Monday, March 12, 2007

Go, Dog. Go! What up, dog?

Posted by Curt Holman on Mon, Mar 12, 2007 at 3:38 PM

Sunday I took my daughter to see the Alliance Children's Theatre's Go, Dog. Go! It may be a speedy, splashy staging of P.D. Eastman's famous children's book, but I suspect that the production contains deeper implications, particularly on the local level. The observation "The yellow dog is down" seems to strongly echo the current political prospects of Georgia's Democrats. And the dehumanization and materialistic futility of automotive commuting is neatly captured by the spectacle of dogs driving in cars, accompanied by the questions, "Why are they going fast in those cars? What are they going to do? Where are those dogs going?" Where, indeed? Maybe we're all just dogs driving in cars.

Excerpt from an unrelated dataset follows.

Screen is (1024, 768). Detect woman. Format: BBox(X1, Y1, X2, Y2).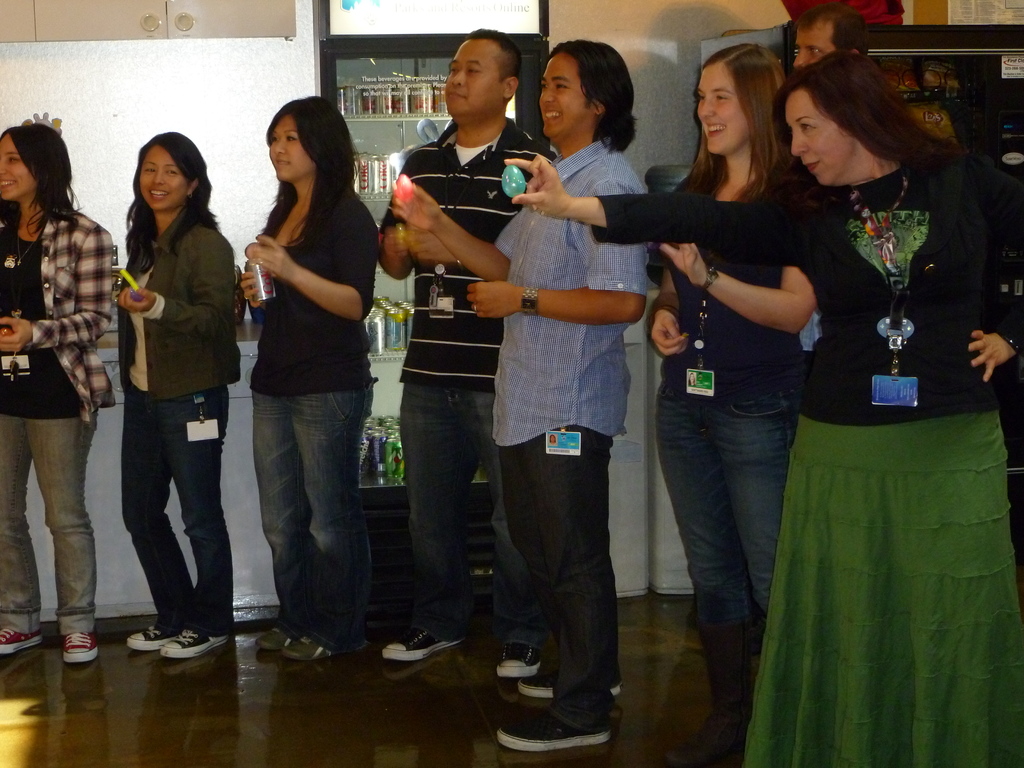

There's no plot, except for the recurring question as to whether Hattie the poodle (Courtney Patterson) will ever wear a hat that McDog (Chris Ensweiler) will actually like. Viewed on a strictly superficial level, Go, Dog. Go! proves highly satisfying, since it's got such great surfaces. The props are appropriately cartoonish and the floor of the set even evokes a Monopoly board. Dressed in costume designer Sydney Roberts' primary-colored overalls, the show's six dogs work, play and demonstrate opposites such as up vs. down. Directed by Rosemary Newcott, the show features choreographed movements and energetic, silent movie-style physical comedy, and some sections, like the rhythmic, percussion-heavy "Work, dogs, work!" sequence, resembles Stomp for kids. And given its imagery of the mixed race cast, or "white dogs and black dogs," cheerfully cooperating, Go, Dog. Go! presents a pleasing display of racial togetherness — that doesn't require serious thematic analysis.